NEW YORK — Eason Jordan, CNN's chief news executive, who led much of the network's war coverage, resigned late Friday in the wake of contentious comments he recently made about journalists killed by U.S. troops in Iraq.
During a Jan. 27 panel discussion in Davos, Switzerland, Jordan alleged that some reporters and cameramen killed in the combat zones had, in fact, been targeted, according to some observers in the audience. The World Economic Forum, which sponsored the panel discussion, has declined to release the transcript or videotape of the off-the-record session, which was titled "Will Democracy Survive the Media?"
In a statement Jordan sent to his staff Friday, the CNN executive vice president cited "conflicting accounts" over his recent remarks as a threat to the news organization's credibility. In resigning, Jordan said he sought "to prevent CNN from being further tarnished by the controversy."
CNN resignation -- An article Saturday in Section A about the resignation of Eason Jordan, CNN's vice president and chief news executive, said that a website called Easongate.com offered a clearinghouse of criticism related to Jordan's statements about journalists killed by U.S. troops in Iraq, including a link to "mainstream columnists such as Roger L. Simon." In fact, one link is to a website and blog by Roger L. Simon, a mystery writer and screenwriter, not Roger Simon, the columnist for U.S. News & World Report. The article also said that in an April 2003 opinion piece in the New York Times, Jordan wrote that he did not allow his network to report all it had learned "during the intense early days of combat in Iraq, for fear that releasing certain confidential information would put lives in jeopardy." Jordan's essay was about his network's coverage in the years preceding the war as well as in the early days of the war.
CNN resignation -- An article in Saturday's Section A about the resignation of CNN executive Eason Jordan said that in an April 2003 opinion piece in the New York Times, Jordan wrote that he did not allow his network to report all it had learned "during the intense early days of combat in Iraq, for fear that releasing certain confidential information would put lives in jeopardy." Jordan's essay was about his network's coverage in the years and months preceding the war. A correction Tuesday erroneously said his essay referred also to his network's coverage during the early days of the war.
The announcement comes after a week when commentators and newspaper editorial writers joined the chorus of complaints among Internet bloggers that Jordan had made insupportable accusations.
In a commentary in Thursday's Wall Street Journal, Bret Stephens, a member of the paper's editorial board who had attended the session, described the exchange. "Mr. Jordan observed that of the 60-odd journalists killed in Iraq, 12 had been targeted and killed by U.S. forces," Stephens wrote.
U.S. Rep. Barney Frank (D-Mass.), who had shared the Davos stage with Jordan as a panelist, told the Washington Post that the CNN executive at first implied "it was official military policy to take out journalists." After other panelists challenged him, Jordan then "modified" his remarks, Frank said, but did not remove the sense that U.S. soldiers intended to harm those they knew to be journalists.
Jordan has since sought to defend himself, saying he never believed that anyone from the U.S. military had tried to kill a journalist. But the furor grew beyond the reported mild gasps at the Davos session into a wider media discussion.
CNN drew scrutiny from on-air cable commentators, radio talk-show hosts and Internet petitioners, some of whom called for a release of Jordan's exact words. On the network's cable rivals, MSNBC and Fox News, talk-show hosts Joe Scarborough and Sean Hannity took Jordan to task.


Look for "circle" in the records and copy every line that has it.

*** RECORDS SHOWN ***

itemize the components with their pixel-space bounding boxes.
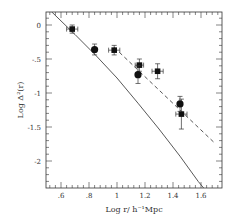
y-tick-label: -1 (34, 90, 41, 98)
x-tick-label: 1 (115, 192, 119, 200)
y-tick-label: -2 (34, 158, 41, 166)
x-tick-label: .8 (86, 192, 93, 200)
plot-frame (46, 12, 222, 188)
dashed-line (114, 47, 213, 142)
y-tick-label: -1.5 (28, 124, 42, 132)
data-point-circle (134, 66, 141, 84)
data-point-square (152, 64, 163, 79)
y-axis-label: Log Δ²(r) (16, 82, 25, 119)
x-tick-label: 1.2 (139, 192, 150, 200)
data-point-circle (91, 44, 98, 55)
x-tick-label: 1.4 (167, 192, 179, 200)
data-point-circle (176, 96, 183, 111)
x-axis-label: Log r/ h⁻¹Mpc (105, 205, 163, 214)
x-tick-label: .6 (58, 192, 65, 200)
x-tick-label: 1.6 (195, 192, 207, 200)
data-point-square (109, 45, 120, 55)
solid-curve (51, 11, 204, 188)
chart: .6.811.21.41.60-.5-1-1.5-2 Log r/ h⁻¹Mpc… (0, 0, 233, 220)
data-point-square (67, 25, 78, 33)
y-tick-label: -.5 (32, 56, 41, 64)
data-point-square (135, 59, 143, 71)
y-tick-label: 0 (37, 22, 41, 30)
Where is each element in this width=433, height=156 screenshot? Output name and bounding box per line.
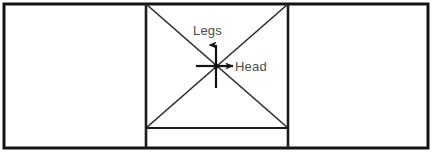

*** End of RECORDS SHOWN ***

RESPONSE AREA:
data-point-circle (134, 66, 141, 84)
data-point-circle (91, 44, 98, 55)
data-point-circle (176, 96, 183, 111)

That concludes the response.